After skin cancer, prostate cancer is the most common cancer in U.S. men and the second-most deadly cancer for men. Androgen deprivation is the standard of treatment for patients with advanced-stage disease. However, the response to androgen suppression is not durable, and eventually men with metastatic disease will transition to castration-resistant prostate cancer.
Researchers in the United Kingdom are looking at a new class of drugs that attacks cancer indirectly through a network of signals, which may prevent or overcome such drug resistance. The findings of the study were published in Cancer Research.
The study, which was conducted in mouse models, found that drugs called Hsp90 inihibitors destabilize proteins that prostate cancer cells use to evade existing treatments. The researchers call the treatments “network drugs” because they target a network of signals, not just one pathway the way most current treatments do. This type of activity is less likely to result in drug resistance.

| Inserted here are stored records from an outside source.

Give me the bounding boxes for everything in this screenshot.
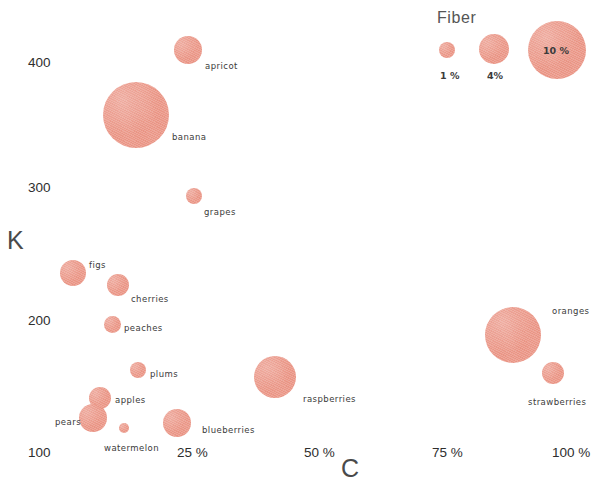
- legend-label-10: 10 %: [543, 46, 569, 56]
- x-tick-100: 100 %: [552, 446, 590, 460]
- legend-label-4: 4%: [487, 71, 503, 81]
- legend-bubble-4: [479, 34, 509, 64]
- x-tick-50: 50 %: [304, 446, 335, 460]
- bubble-label-plums: plums: [150, 370, 178, 379]
- y-axis-title: K: [7, 228, 24, 253]
- bubble-label-watermelon: watermelon: [104, 444, 159, 453]
- bubble-label-figs: figs: [89, 261, 106, 270]
- legend-bubble-1: [439, 42, 455, 58]
- bubble-strawberries[interactable]: [542, 362, 564, 384]
- bubble-label-apricot: apricot: [205, 62, 238, 71]
- x-tick-75: 75 %: [432, 446, 463, 460]
- bubble-watermelon[interactable]: [119, 423, 129, 433]
- bubble-label-pears: pears: [55, 418, 81, 427]
- bubble-label-banana: banana: [172, 133, 207, 142]
- x-tick-25: 25 %: [177, 446, 208, 460]
- y-tick-100: 100: [28, 446, 51, 460]
- bubble-oranges[interactable]: [485, 307, 541, 363]
- bubble-label-oranges: oranges: [552, 307, 590, 316]
- bubble-raspberries[interactable]: [254, 356, 296, 398]
- x-axis-title: C: [341, 456, 359, 481]
- legend-label-1: 1 %: [440, 71, 459, 81]
- bubble-cherries[interactable]: [107, 274, 129, 296]
- y-tick-200: 200: [28, 314, 51, 328]
- y-tick-300: 300: [28, 181, 51, 195]
- bubble-figs[interactable]: [60, 260, 86, 286]
- bubble-blueberries[interactable]: [163, 409, 191, 437]
- y-tick-400: 400: [28, 56, 51, 70]
- bubble-label-strawberries: strawberries: [528, 398, 586, 407]
- bubble-chart: bananaapricotgrapesfigscherriespeachespl…: [0, 0, 593, 483]
- bubble-label-apples: apples: [115, 396, 146, 405]
- bubble-label-cherries: cherries: [131, 295, 169, 304]
- bubble-label-blueberries: blueberries: [202, 426, 255, 435]
- bubble-pears[interactable]: [79, 404, 107, 432]
- legend-title: Fiber: [437, 10, 476, 26]
- bubble-label-raspberries: raspberries: [303, 395, 356, 404]
- bubble-label-grapes: grapes: [204, 208, 236, 217]
- bubble-banana[interactable]: [103, 82, 169, 148]
- bubble-peaches[interactable]: [104, 316, 121, 333]
- bubble-apricot[interactable]: [174, 36, 202, 64]
- bubble-label-peaches: peaches: [124, 324, 163, 333]
- bubble-grapes[interactable]: [186, 188, 202, 204]
- bubble-plums[interactable]: [130, 362, 146, 378]
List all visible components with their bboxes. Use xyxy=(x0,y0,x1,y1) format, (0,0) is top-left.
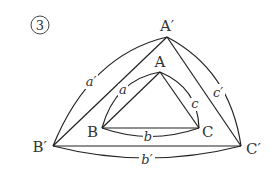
side-label-a-prime: a′ xyxy=(86,74,97,89)
vertex-label-a: A xyxy=(154,53,166,71)
side-label-c: c xyxy=(191,96,199,111)
inner-triangle xyxy=(102,72,199,137)
nested-triangles-diagram: 3 A′ B′ C′ a′ c′ b′ A B C a c b xyxy=(0,0,270,176)
vertex-label-c-prime: C′ xyxy=(246,140,261,158)
vertex-label-b-prime: B′ xyxy=(33,138,48,156)
side-label-a: a xyxy=(119,82,127,97)
vertex-label-c: C xyxy=(202,123,213,141)
side-label-b-prime: b′ xyxy=(141,152,152,167)
side-label-c-prime: c′ xyxy=(213,85,223,100)
vertex-label-b: B xyxy=(87,123,98,141)
figure-number-badge: 3 xyxy=(31,16,49,34)
vertex-label-a-prime: A′ xyxy=(159,17,175,35)
figure-number: 3 xyxy=(36,18,44,33)
inner-edge-left xyxy=(102,72,160,128)
side-label-b: b xyxy=(144,129,152,144)
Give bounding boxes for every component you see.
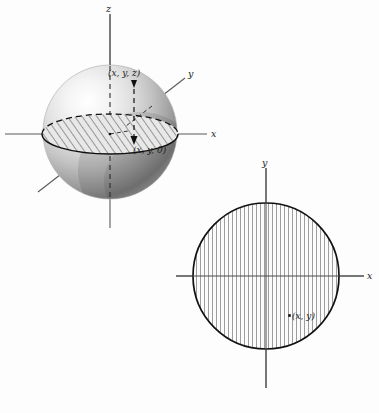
sphere-center-dot [109, 133, 112, 136]
disk-point-label: (x, y) [292, 311, 315, 321]
disk-panel: y x (x, y) [176, 157, 373, 388]
z-axis-label: z [105, 3, 112, 14]
point-xy0-label: (x, y, 0) [133, 145, 167, 155]
math-figure: z x y (x, y, z) (x, y, 0) [0, 0, 379, 413]
x-axis-label: x [211, 128, 217, 139]
sphere-panel: z x y (x, y, z) (x, y, 0) [5, 3, 217, 228]
disk-x-axis-label: x [367, 270, 373, 281]
disk-point-marker [288, 314, 291, 317]
figure-page: z x y (x, y, z) (x, y, 0) [0, 0, 379, 413]
disk-hatch [190, 200, 345, 355]
point-xyz-label: (x, y, z) [108, 68, 141, 78]
disk-y-axis-label: y [261, 157, 268, 168]
y-axis-label: y [187, 68, 194, 79]
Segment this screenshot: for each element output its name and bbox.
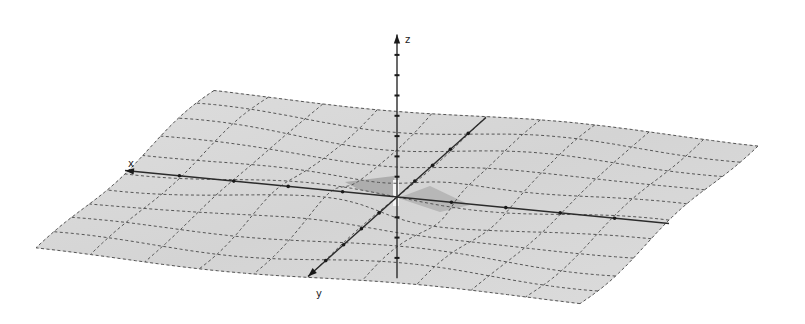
z-axis-label: z bbox=[405, 34, 410, 45]
surface-highlight bbox=[393, 180, 399, 206]
z-axis-tick bbox=[395, 74, 400, 76]
z-axis-tick bbox=[395, 95, 400, 97]
x-axis-tick bbox=[178, 174, 182, 178]
y-axis-tick bbox=[342, 243, 346, 247]
x-axis-tick bbox=[286, 185, 290, 189]
z-axis-tick bbox=[395, 216, 400, 218]
z-axis-tick bbox=[395, 257, 400, 259]
x-axis-label: x bbox=[128, 158, 134, 169]
x-axis-tick bbox=[504, 206, 508, 210]
z-axis-tick bbox=[395, 115, 400, 117]
z-axis-arrow-icon bbox=[394, 35, 400, 44]
z-axis-tick bbox=[395, 176, 400, 178]
y-axis-tick bbox=[431, 163, 435, 167]
z-axis-tick bbox=[395, 54, 400, 56]
x-axis-tick bbox=[232, 179, 236, 183]
y-axis-tick bbox=[324, 259, 328, 263]
x-axis-tick bbox=[558, 211, 562, 215]
z-axis-tick bbox=[395, 155, 400, 157]
y-axis-tick bbox=[466, 132, 470, 136]
x-axis-tick bbox=[613, 216, 617, 220]
z-axis-tick bbox=[395, 237, 400, 239]
x-axis-tick bbox=[341, 190, 345, 194]
z-axis-tick bbox=[395, 135, 400, 137]
y-axis-tick bbox=[413, 179, 417, 183]
x-axis-tick bbox=[450, 201, 454, 205]
y-axis-tick bbox=[377, 211, 381, 215]
y-axis-label: y bbox=[316, 288, 322, 299]
y-axis-tick bbox=[449, 148, 453, 152]
surface-plot-3d[interactable]: x y z bbox=[0, 0, 805, 324]
y-axis-tick bbox=[360, 227, 364, 231]
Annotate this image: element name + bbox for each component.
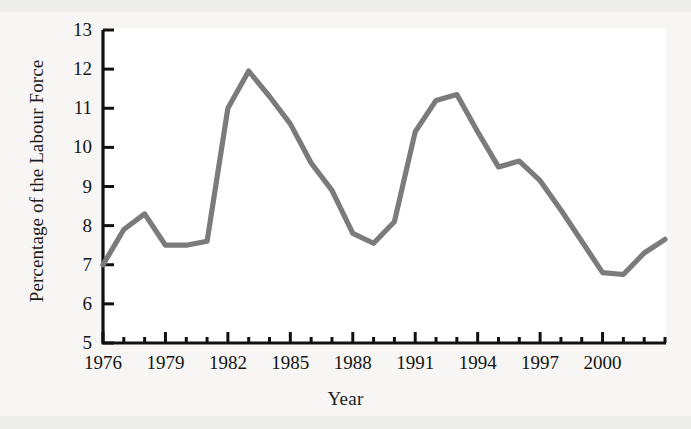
x-axis-tick-label: 1991 [396, 352, 434, 374]
y-axis-tick-label: 13 [73, 19, 92, 41]
x-axis-tick-label: 1979 [146, 352, 184, 374]
plot-area-background [103, 28, 666, 344]
x-axis-title: Year [0, 388, 691, 410]
x-axis-tick-label: 1994 [459, 352, 497, 374]
y-axis-tick-label: 10 [73, 136, 92, 158]
y-axis-tick-label: 7 [83, 254, 93, 276]
y-axis-tick-label: 11 [74, 97, 92, 119]
y-axis-tick-label: 8 [83, 215, 93, 237]
y-axis-tick-label: 6 [83, 293, 93, 315]
y-axis-tick-label: 5 [83, 332, 93, 354]
x-axis-tick-label: 1985 [271, 352, 309, 374]
x-axis-tick-label: 1988 [334, 352, 372, 374]
x-axis-tick-label: 1997 [521, 352, 559, 374]
y-axis-tick-label: 12 [73, 58, 92, 80]
x-axis-tick-label: 2000 [584, 352, 622, 374]
chart-figure: 5678910111213 19761979198219851988199119… [0, 0, 691, 429]
x-axis-tick-label: 1976 [84, 352, 122, 374]
x-axis-tick-label: 1982 [209, 352, 247, 374]
y-axis-title: Percentage of the Labour Force [26, 26, 48, 336]
y-axis-tick-label: 9 [83, 176, 93, 198]
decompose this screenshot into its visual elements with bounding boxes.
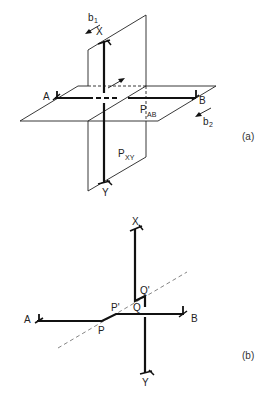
label-y-a: Y — [102, 187, 109, 198]
line-xy-b — [130, 225, 154, 375]
label-b2-sub: 2 — [209, 121, 213, 128]
label-plane-ab-sub: AB — [147, 111, 157, 118]
caption-b: (b) — [242, 350, 254, 361]
panel-b: X Y A B P P' Q Q' (b) — [24, 216, 254, 388]
label-a-a: A — [43, 91, 50, 102]
label-x-b: X — [132, 216, 139, 227]
line-xy — [98, 40, 112, 185]
label-b1-sub: 1 — [94, 17, 98, 24]
direction-arrow-icon — [108, 78, 125, 88]
label-plane-xy: P — [118, 148, 125, 159]
label-b-a: B — [199, 95, 206, 106]
label-q: Q — [133, 302, 141, 313]
label-a-b: A — [24, 314, 31, 325]
caption-a: (a) — [242, 131, 254, 142]
label-y-b: Y — [142, 377, 149, 388]
label-b-b: B — [191, 313, 198, 324]
label-p: P — [98, 325, 105, 336]
label-plane-ab: P — [140, 104, 147, 115]
figure-canvas: X Y A B P AB P XY b 1 b 2 (a) — [0, 0, 273, 396]
label-x-a: X — [96, 26, 103, 37]
panel-a: X Y A B P AB P XY b 1 b 2 (a) — [20, 12, 254, 198]
label-q-prime: Q' — [140, 285, 150, 296]
label-p-prime: P' — [111, 302, 120, 313]
label-plane-xy-sub: XY — [125, 154, 135, 161]
slip-plane-trace — [58, 272, 187, 348]
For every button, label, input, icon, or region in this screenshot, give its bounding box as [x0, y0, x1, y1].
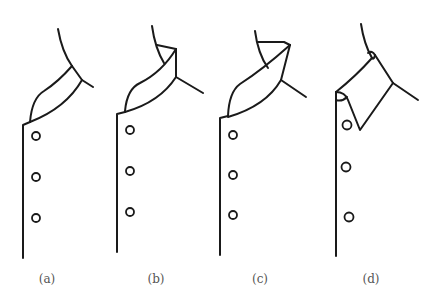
collar-inner-edge-b — [125, 77, 176, 112]
collar-band-arc-d — [336, 97, 347, 101]
button-b-3 — [126, 208, 134, 216]
button-a-2 — [32, 173, 40, 181]
collar-panel-d — [336, 24, 418, 256]
collar-band-edge-d — [336, 58, 372, 92]
caption-d: (d) — [362, 272, 379, 286]
shoulder-line-b — [176, 77, 203, 93]
button-d-1 — [343, 121, 352, 130]
collar-panel-b — [117, 26, 203, 252]
button-a-1 — [32, 132, 40, 140]
collar-fold-top-b — [157, 45, 176, 49]
button-d-3 — [345, 213, 354, 222]
button-d-2 — [342, 163, 351, 172]
collar-panel-c — [220, 31, 306, 255]
neck-line-c — [255, 31, 268, 68]
collar-inner-edge-c — [228, 80, 281, 117]
placket-edge-c — [220, 116, 228, 255]
collar-diagram — [0, 0, 438, 302]
caption-c: (c) — [252, 272, 268, 286]
button-c-3 — [229, 211, 237, 219]
button-a-3 — [32, 214, 40, 222]
button-c-1 — [229, 131, 237, 139]
collar-outer-edge-a — [30, 66, 72, 122]
collar-panel-a — [23, 29, 93, 258]
collar-fold-top-c — [258, 42, 290, 45]
placket-edge-a — [23, 122, 30, 258]
collar-inner-edge-a — [30, 80, 82, 122]
placket-edge-b — [117, 112, 125, 252]
collar-top-edge-a — [72, 66, 93, 87]
collar-back-edge-d — [375, 55, 393, 83]
neck-line-a — [58, 29, 72, 66]
caption-a: (a) — [39, 272, 56, 286]
button-b-2 — [126, 167, 134, 175]
shoulder-line-c — [281, 80, 306, 97]
shoulder-line-d — [393, 83, 418, 100]
button-c-2 — [229, 171, 237, 179]
caption-b: (b) — [147, 272, 164, 286]
button-b-1 — [126, 126, 134, 134]
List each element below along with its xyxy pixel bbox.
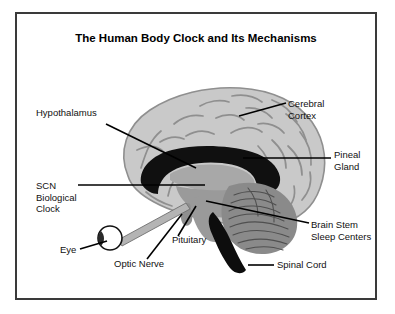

Among the many ways Hsp90 inhibitors are effective are in the reduction of levels of normal androgen receptors and AKT and GR, which are two molecules necessary for prostate cancer growth. They also appear to block production of abnormal versions of androgen receptors, specifically AR-V7, the most common androgen receptor variant. Cancer cells use abnormal androgen receptors to evade standard treatments that target only healthy androgen receptors. Hsp90 worked in a novel way to interfere with messenger RNA and reduce AR-V7 production.
Additional studies are being conducted to verify the findings and also determine Hsp90’s effectiveness for other types of cancer.